Gallery

  • 885 West Georgia Street•

    885 West Georgia Street is the address of a well-known office tower in Vancouver. The building, also known as “The HSBC Canada pendulum building,” houses 23 floors of offices as well as a large atrium with a swinging pendulum. It sits on the corner of Georgia Street and Hornby Street facing the rear of the Vancouver Art Gallery.

    The painting is a present for someone who used to work in the building but has since relocated East. He found that he missed the co-workers and friends and experiences in Vancouver, so this painting will go in his current office as a reminder of where he started his career. The building’s shape, as I have interpreted it, is reminiscent of the prow of a large ship because ships are always the best metaphors for exploration and journeys.

    The light is coming from overhead West, which indicates late afternoon on one of those (rare!) clear fall days in Vancouver. A beam of light falls on the 7th floor, which is a conference room above the atrium where the recipient used to attend conferences and meet with a beloved mentor who has since passed away. If you look closely, there’s a faint silhouette in the window, like someone giving a lecture or looking out.

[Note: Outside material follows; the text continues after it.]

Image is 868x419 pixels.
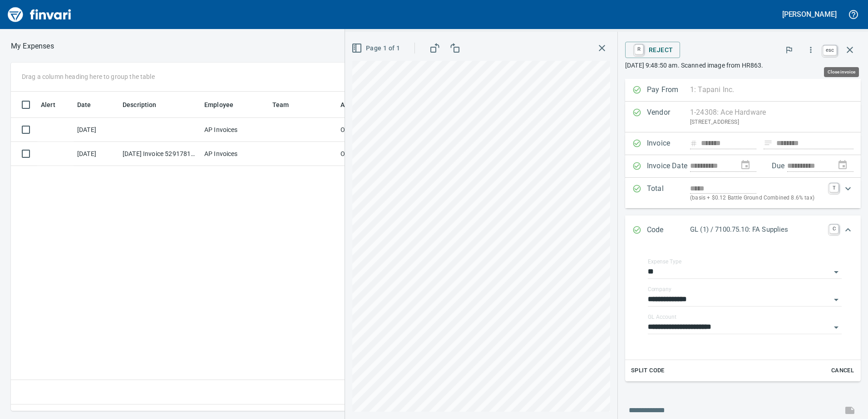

    0ref1A few doors down on the same floor, there’s a window that appears open with a small paper airplane floating out. This is where the recipient’s office was. The open window is a fanciful touch because the windows probably don’t actually open at that height, but it’s symbolic. For that matter, you can’t *really* see Vancouver’s iconic Lions or Crown mountains from this vantage point but you know they are right there. So there they are. In painting, like in life, it is more meaningful to add what is felt rather than seen.